Apple contends such software would disable encryption for any number of its phones. Police departments in New York and Michigan have more than one hundred cell phones they would like Apple to decrypt.
But the precedent of the FBI case doesn't stop with US law enforcement. Countries like China, with few privacy safeguards, would then require Apple's help in their controlling dissidents' communications.
The issue isn't new. A study (http://goo.gl/l1iQsK) by a group of Massachusetts Institute of Technology artificial intelligence experts shows mandatory law enforcement data access has been an issue for 20 years.
Previous attempts for access by intelligence agencies found their own systems vulnerable (as whistleblower Edward Snowden proved).
The conclusion, then, of the government was that encryption technology was necessary for enhancing the technologies of commerce while providing not too burdensome a challenge to investigative agency requirements.
Admiral James A Winnefeld, vice-chairman of the Joint Chiefs of Staff, is on record in support of maintaining robust encryption in communication systems.
Ultimately the matter needs resolution, not by unelected judges but by the representatives in the legislature.
Predicting an attack by an individual or small group is nearly impossible. The response of the law enforcement and intelligence agencies to such an attack is quite predictable.
In each instance of what might be viewed by the public as an intelligence failure (even if it's not), there comes a demand for increased powers of surveillance. Frequently, too, the public - fearful for its security, however remote the danger - is momentarily eager to comply.
The US constitution does not explicitly spell out a right to privacy. Rather the Supreme Court found it there in Griswold v Connecticut (1965), divining a privacy from the several rights - the First, Third, Fourth and Ninth amendments.

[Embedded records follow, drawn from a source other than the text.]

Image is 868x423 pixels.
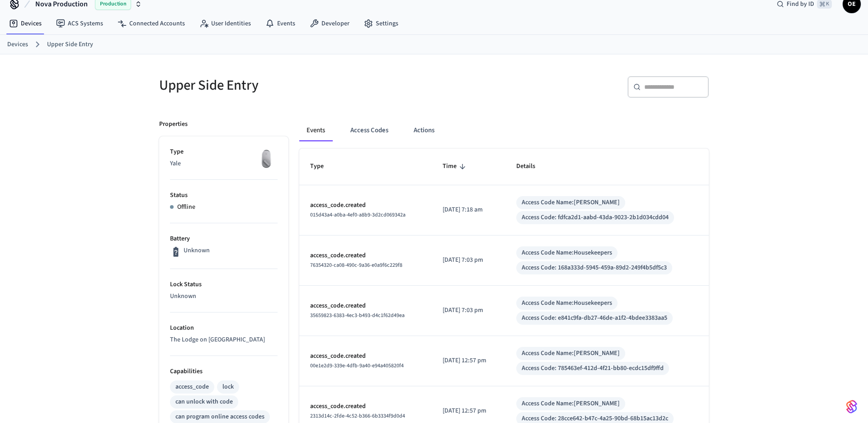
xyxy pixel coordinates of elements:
[177,202,195,212] p: Offline
[442,306,495,315] p: [DATE] 7:03 pm
[517,160,547,173] span: Details
[522,298,613,308] div: Access Code Name: Housekeepers
[442,406,495,415] p: [DATE] 12:57 pm
[176,382,209,391] div: access_code
[522,399,620,408] div: Access Code Name: [PERSON_NAME]
[192,16,258,32] a: User Identities
[522,213,669,222] div: Access Code: fdfca2d1-aabd-43da-9023-2b1d034cdd04
[303,16,357,32] a: Developer
[442,205,495,215] p: [DATE] 7:18 am
[522,364,664,373] div: Access Code: 785463ef-412d-4f21-bb80-ecdc15df9ffd
[311,201,421,210] p: access_code.created
[311,251,421,260] p: access_code.created
[311,160,336,173] span: Type
[170,159,277,168] p: Yale
[170,335,277,345] p: The Lodge on [GEOGRAPHIC_DATA]
[170,191,277,200] p: Status
[311,211,406,219] span: 015d43a4-a0ba-4ef0-a8b9-3d2cd069342a
[311,412,405,419] span: 2313d14c-2fde-4c52-b366-6b3334f9d0d4
[522,313,668,323] div: Access Code: e841c9fa-db27-46de-a1f2-4bdee3383aa5
[311,261,402,269] span: 76354320-ca08-490c-9a36-e0a9f6c229f8
[442,255,495,265] p: [DATE] 7:03 pm
[170,234,277,244] p: Battery
[311,301,421,311] p: access_code.created
[406,119,442,141] button: Actions
[847,399,857,414] img: SeamLogoGradient.69752ec5.svg
[7,40,28,49] a: Devices
[176,397,233,406] div: can unlock with code
[159,76,429,95] h5: Upper Side Entry
[299,119,709,141] div: ant example
[311,351,421,361] p: access_code.created
[311,362,404,369] span: 00e1e2d9-339e-4dfb-9a40-e94a405820f4
[47,40,93,49] a: Upper Side Entry
[522,263,667,273] div: Access Code: 168a333d-5945-459a-89d2-249f4b5df5c3
[299,119,332,141] button: Events
[2,16,49,32] a: Devices
[159,119,188,129] p: Properties
[222,382,234,391] div: lock
[522,198,620,208] div: Access Code Name: [PERSON_NAME]
[110,16,192,32] a: Connected Accounts
[311,311,405,319] span: 35659823-6383-4ec3-b493-d4c1f62d49ea
[176,412,265,422] div: can program online access codes
[170,280,277,290] p: Lock Status
[170,367,277,376] p: Capabilities
[258,16,303,32] a: Events
[170,292,277,301] p: Unknown
[343,119,396,141] button: Access Codes
[170,147,277,157] p: Type
[522,348,620,358] div: Access Code Name: [PERSON_NAME]
[183,246,210,255] p: Unknown
[522,248,613,258] div: Access Code Name: Housekeepers
[255,147,277,169] img: August Wifi Smart Lock 3rd Gen, Silver, Front
[357,16,406,32] a: Settings
[442,160,469,173] span: Time
[442,356,495,365] p: [DATE] 12:57 pm
[49,16,110,32] a: ACS Systems
[170,323,277,333] p: Location
[311,401,421,411] p: access_code.created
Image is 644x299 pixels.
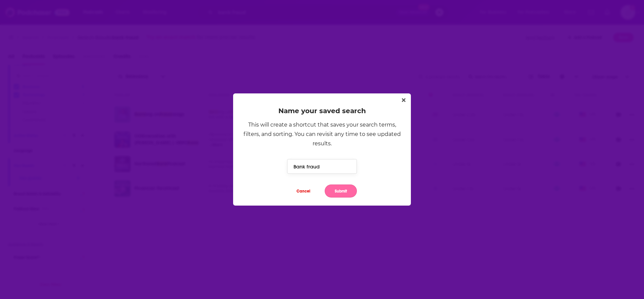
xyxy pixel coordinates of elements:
[287,159,356,173] input: Name your search
[241,121,403,149] div: This will create a shortcut that saves your search terms, filters, and sorting. You can revisit a...
[325,185,357,198] button: Submit
[278,107,366,115] h2: Name your saved search
[399,96,408,105] button: Close
[287,185,319,198] button: Cancel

In what seems quaint today, the decision, legalising contraceptives dispensed by Planned Parenthood to married couples, applied only there.

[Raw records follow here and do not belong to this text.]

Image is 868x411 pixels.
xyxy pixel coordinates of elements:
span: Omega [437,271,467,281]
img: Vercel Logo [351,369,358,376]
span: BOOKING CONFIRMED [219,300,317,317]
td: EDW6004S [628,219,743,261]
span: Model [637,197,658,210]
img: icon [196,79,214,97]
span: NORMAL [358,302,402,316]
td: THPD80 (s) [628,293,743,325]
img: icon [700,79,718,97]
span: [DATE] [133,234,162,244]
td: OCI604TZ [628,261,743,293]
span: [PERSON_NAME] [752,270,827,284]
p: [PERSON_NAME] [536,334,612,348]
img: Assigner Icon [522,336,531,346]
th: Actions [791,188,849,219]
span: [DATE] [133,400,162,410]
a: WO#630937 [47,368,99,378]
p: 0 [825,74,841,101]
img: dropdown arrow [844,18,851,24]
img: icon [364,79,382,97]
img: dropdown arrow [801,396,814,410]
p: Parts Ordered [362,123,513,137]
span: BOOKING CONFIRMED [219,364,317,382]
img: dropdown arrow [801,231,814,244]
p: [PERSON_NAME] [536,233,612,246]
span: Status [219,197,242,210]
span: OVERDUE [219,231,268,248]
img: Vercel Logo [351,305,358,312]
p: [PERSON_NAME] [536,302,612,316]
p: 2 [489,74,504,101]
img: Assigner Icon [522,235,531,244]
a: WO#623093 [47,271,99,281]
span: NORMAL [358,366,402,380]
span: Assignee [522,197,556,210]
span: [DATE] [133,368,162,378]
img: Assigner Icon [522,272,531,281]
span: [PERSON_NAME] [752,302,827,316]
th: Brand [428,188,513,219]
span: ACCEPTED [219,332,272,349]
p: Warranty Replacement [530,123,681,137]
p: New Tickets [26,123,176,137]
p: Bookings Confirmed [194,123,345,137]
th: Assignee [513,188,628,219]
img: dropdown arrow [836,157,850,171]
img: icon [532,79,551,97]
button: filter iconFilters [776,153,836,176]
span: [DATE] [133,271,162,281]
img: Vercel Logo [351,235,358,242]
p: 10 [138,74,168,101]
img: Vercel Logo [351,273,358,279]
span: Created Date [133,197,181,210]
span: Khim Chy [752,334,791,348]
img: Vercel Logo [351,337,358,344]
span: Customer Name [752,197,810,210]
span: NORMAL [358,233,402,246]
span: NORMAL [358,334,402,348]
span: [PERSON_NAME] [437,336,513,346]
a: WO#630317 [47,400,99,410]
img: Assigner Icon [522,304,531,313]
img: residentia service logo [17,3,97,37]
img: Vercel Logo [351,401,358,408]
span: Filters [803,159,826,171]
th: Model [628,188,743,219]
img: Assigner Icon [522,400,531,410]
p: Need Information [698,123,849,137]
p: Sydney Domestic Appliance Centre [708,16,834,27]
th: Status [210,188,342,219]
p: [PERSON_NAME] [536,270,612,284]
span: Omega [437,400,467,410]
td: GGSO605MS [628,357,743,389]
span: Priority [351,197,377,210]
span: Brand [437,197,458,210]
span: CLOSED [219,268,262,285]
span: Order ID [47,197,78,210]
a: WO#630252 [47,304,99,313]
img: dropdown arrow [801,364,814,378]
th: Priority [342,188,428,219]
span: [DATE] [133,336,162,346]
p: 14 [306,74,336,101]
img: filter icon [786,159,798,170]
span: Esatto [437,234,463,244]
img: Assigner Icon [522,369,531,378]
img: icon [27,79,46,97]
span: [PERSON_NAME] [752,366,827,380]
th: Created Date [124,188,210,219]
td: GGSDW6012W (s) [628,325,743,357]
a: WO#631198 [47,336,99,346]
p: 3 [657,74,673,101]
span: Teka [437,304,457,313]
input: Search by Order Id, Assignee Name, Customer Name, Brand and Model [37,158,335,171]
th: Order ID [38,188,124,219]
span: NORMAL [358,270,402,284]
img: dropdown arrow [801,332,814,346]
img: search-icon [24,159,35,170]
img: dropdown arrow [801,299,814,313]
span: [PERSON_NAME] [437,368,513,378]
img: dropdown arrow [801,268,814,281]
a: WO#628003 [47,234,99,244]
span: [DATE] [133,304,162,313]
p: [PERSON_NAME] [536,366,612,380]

Privacy of the individual is relatively new and fragile, as the abortion fight in the US illustrates. While privacy has come a long way from Griswold, the attacks on Planned Parenthood show how the privacy right, even to the most intimate of bodily functions, ebbs and flows.
If the government can find it necessary to regulate what goes on in the bedroom, how much more interest can it find in what goes on in the study of a person's mind and communications?
Now that the court has found privacy as a right fundamental to democracy, we need to think long and hard and debate vigorously before consenting to give it away.
-Jay Kuten is an American-trained forensic psychiatrist who emigrated to New Zealand for the fly fishing. He spent 40 years of his life comforting the afflicted and intends to spend the rest afflicting the comfortable.